Earthquakes

Strike-slip fault
Animation of a "strike-slip" earthquake fault.
An earthquake is like a snap of your fingers. When you first press your fingers together and sideways, friction prevents them from moving. The same thing happens with the friction along an earthquake fault line, a "crack" in the earth's crust. Pressure builds until—snap!—the pressure gets too high and releases, suddenly freeing your fingers. This movement creates pressure waves that you hear as a snapping sound.

In an earthquake, the pressure released when a fault slips causes ground waves that radiate out from the source. These waves cause the ground shaking we experience as an earthquake. OpenHazards measures this building pressure by counting the number of small earthquakes in the vicinity and we use these numbers as part of the basis for our forecasts of larger earthquakes.

Tectonic plates
OpenHazards forecast
Earthquakes (forecast as brightly colored spots) can be expected to occur along tectonic plate boundaries.
The earth's crust is split up into pieces called tectonic plates that fit together like a jigsaw puzzle. The slow, steady movement of tectonic plates causes earthquakes. Fault lines occur at the boundaries of the different plates. That is why California, Japan, and Indonesia, all located on the boundaries of tectonic plates, experience so many earthquakes. In the images to the right, you can see how closely the OpenHazards forecasted earthquake activity outlines the Earth’s tectonic surface structure.

Different faults have different amounts of earthquake potential and activity. Every fault has a slip rate, or the average speed at which one side of the fault moves past the other. Tectonic plates move very slowly, so slip rates are measured in millimeters per year (mm/yr). An average major, active fault will have a slip rate of 1-2 mm/yr. To calculate a slip rate, seismologists can use geological features to measure a fault’s movement over a long period of time. For example, where a 2500-year-old river crossed a fault, the two segments of riverbed would no longer meet and scientists could measure the distance the fault had moved them apart over 2500 years.

While tectonic plates move at a constant rate, most faults do not. When a fault does moves slowly without rupture, it is said to “creep.” Evidence of creep can sometimes be seen in slightly displaced buildings or a jog to the left or right in a sidewalk. Most faults do not slip much at all most of the time, and when they do slip, they cause earthquakes. A typical fault with a slip rate of 2 mm/yr might have one earthquake approximately every 100 years that creates about 0.2 meters of displacement in a matter of seconds.

Effects of earthquakes

In movies, earthquakes often create large crevasses and the dramatic potential to fall into the core of the Earth. Real earthquakes do not cause the ground to open up along a fault. In fact, the sides of a fault must push against one another to create the friction needed to build pressure and cause an earthquake in the first place. However, earthquakes can cause some dramatic secondary events. Sandy water-saturated soil may become liquid-like during ground shaking, like quicksand. This process, called liquefaction, can create new ground formations and tilt or sink structures or vehicles. Additionally, when an earthquake shifts a large body of water, the water displacement will trigger a large standing wave, or tsunami.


| Description of the task |
Among the entries below, retype exactly the lines starting with the one with "Image is 644x307 pixels." and going on through the one with "Image is 868x391 pixels.", but not the pictures.

== Segment start ==

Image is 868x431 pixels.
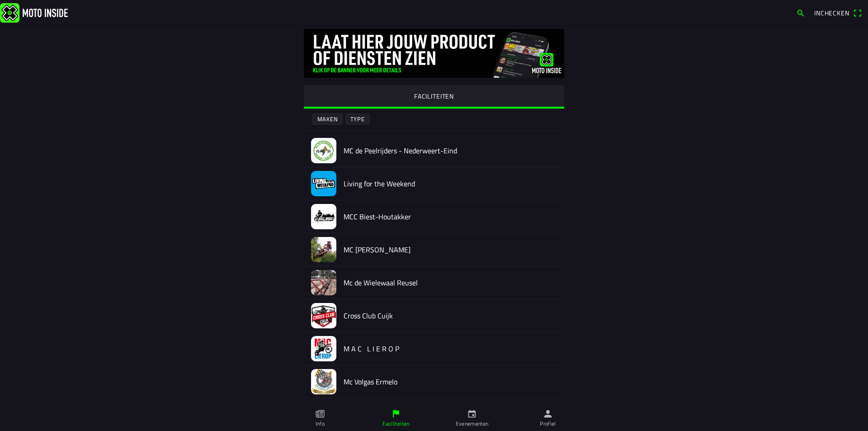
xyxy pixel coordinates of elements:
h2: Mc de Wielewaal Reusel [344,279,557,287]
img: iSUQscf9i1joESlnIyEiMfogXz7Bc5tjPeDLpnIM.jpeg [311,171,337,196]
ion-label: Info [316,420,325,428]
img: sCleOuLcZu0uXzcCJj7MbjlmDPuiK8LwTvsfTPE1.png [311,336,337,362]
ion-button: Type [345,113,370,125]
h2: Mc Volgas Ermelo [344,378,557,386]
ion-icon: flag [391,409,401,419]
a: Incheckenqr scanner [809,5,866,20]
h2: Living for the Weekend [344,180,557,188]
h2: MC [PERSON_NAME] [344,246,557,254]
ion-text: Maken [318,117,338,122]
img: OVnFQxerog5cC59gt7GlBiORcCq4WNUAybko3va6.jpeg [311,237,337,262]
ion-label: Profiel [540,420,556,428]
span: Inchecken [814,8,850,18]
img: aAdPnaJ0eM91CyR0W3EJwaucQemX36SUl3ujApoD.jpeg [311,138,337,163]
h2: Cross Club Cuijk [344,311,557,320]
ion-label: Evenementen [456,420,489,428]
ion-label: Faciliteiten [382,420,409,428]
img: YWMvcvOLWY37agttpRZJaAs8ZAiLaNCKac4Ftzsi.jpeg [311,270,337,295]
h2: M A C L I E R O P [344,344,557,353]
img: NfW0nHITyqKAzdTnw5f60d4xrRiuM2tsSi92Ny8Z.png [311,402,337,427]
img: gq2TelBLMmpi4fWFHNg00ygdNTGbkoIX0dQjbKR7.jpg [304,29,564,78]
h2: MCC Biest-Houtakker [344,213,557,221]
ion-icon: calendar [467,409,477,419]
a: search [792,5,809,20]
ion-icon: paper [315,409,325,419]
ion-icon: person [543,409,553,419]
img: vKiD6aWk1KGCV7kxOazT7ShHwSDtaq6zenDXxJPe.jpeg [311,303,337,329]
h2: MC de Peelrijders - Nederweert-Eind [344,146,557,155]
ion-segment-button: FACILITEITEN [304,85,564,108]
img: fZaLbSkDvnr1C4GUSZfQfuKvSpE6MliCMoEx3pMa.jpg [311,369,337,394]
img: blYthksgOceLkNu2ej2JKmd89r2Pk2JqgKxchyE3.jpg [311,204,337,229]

== Segment end ==
== Segment start ==

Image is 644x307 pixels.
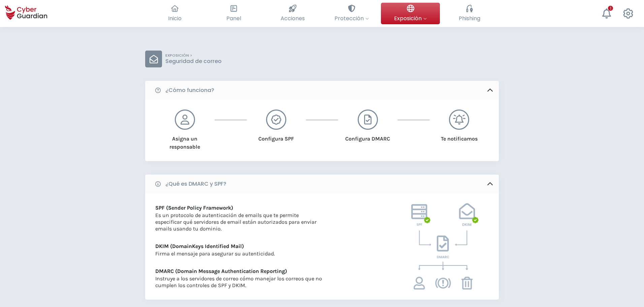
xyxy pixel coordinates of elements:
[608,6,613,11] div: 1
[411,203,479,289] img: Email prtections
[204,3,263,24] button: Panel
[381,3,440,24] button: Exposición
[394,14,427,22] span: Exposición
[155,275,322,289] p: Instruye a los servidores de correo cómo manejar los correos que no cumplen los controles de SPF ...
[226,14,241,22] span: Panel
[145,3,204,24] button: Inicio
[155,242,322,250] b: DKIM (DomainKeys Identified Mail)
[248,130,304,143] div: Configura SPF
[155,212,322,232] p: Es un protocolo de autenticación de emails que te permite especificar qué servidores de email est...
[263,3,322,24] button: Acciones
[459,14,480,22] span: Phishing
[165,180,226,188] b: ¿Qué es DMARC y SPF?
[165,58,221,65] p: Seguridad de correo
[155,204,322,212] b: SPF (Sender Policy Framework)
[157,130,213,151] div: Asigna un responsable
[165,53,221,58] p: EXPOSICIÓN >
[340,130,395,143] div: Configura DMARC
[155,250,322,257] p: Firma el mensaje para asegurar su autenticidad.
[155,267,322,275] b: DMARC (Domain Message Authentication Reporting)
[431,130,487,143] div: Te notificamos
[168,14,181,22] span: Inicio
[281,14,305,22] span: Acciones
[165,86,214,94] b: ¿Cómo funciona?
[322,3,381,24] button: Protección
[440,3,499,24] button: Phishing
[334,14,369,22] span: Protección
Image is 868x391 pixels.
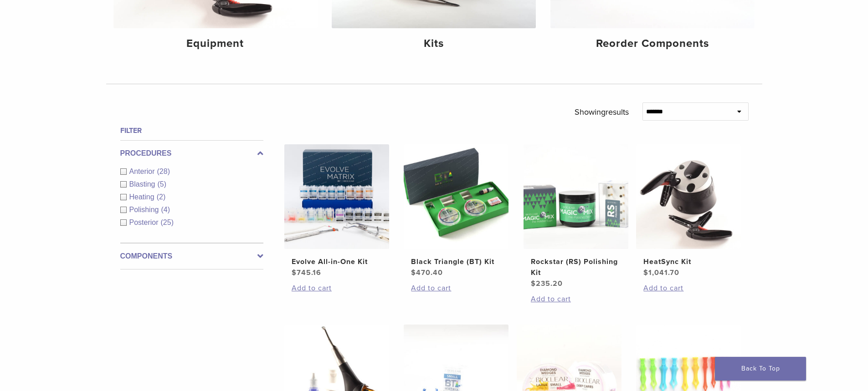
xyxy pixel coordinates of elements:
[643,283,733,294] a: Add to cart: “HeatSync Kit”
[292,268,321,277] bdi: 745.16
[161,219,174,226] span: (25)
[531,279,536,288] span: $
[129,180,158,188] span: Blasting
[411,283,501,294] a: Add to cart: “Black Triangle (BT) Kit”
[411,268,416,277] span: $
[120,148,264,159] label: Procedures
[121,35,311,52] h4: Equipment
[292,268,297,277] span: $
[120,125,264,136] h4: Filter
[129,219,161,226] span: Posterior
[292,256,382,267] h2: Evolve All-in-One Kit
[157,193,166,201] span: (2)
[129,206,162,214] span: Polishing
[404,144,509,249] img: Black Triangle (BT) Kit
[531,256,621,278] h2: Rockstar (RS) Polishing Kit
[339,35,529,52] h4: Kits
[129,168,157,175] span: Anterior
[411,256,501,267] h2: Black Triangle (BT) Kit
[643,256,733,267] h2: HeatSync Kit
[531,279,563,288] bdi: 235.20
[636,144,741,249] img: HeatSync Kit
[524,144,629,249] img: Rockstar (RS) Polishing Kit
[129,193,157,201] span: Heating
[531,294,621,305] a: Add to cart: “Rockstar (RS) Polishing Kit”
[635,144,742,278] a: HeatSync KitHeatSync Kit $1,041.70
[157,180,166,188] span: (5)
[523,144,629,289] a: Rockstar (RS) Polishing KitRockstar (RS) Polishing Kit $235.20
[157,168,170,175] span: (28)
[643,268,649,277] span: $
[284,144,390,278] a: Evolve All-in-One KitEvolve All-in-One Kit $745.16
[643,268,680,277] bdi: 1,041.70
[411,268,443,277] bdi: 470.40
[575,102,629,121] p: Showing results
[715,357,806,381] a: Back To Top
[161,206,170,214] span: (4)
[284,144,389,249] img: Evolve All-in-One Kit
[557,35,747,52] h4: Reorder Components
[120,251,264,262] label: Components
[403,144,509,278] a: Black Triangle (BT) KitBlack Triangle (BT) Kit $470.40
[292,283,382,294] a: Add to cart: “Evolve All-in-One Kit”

== Segment end ==

| Answer space |
Image is 644x307 pixels.
xyxy pixel coordinates of elements:
[608,6,613,11] div: 1
[411,203,479,289] img: Email prtections
[204,3,263,24] button: Panel
[381,3,440,24] button: Exposición
[394,14,427,22] span: Exposición
[155,275,322,289] p: Instruye a los servidores de correo cómo manejar los correos que no cumplen los controles de SPF ...
[226,14,241,22] span: Panel
[145,3,204,24] button: Inicio
[155,242,322,250] b: DKIM (DomainKeys Identified Mail)
[248,130,304,143] div: Configura SPF
[155,212,322,232] p: Es un protocolo de autenticación de emails que te permite especificar qué servidores de email est...
[263,3,322,24] button: Acciones
[459,14,480,22] span: Phishing
[165,180,226,188] b: ¿Qué es DMARC y SPF?
[165,58,221,65] p: Seguridad de correo
[155,204,322,212] b: SPF (Sender Policy Framework)
[157,130,213,151] div: Asigna un responsable
[165,53,221,58] p: EXPOSICIÓN >
[340,130,395,143] div: Configura DMARC
[155,250,322,257] p: Firma el mensaje para asegurar su autenticidad.
[155,267,322,275] b: DMARC (Domain Message Authentication Reporting)
[431,130,487,143] div: Te notificamos
[168,14,181,22] span: Inicio
[281,14,305,22] span: Acciones
[165,86,214,94] b: ¿Cómo funciona?
[322,3,381,24] button: Protección
[440,3,499,24] button: Phishing
[334,14,369,22] span: Protección
Image is 868x391 pixels.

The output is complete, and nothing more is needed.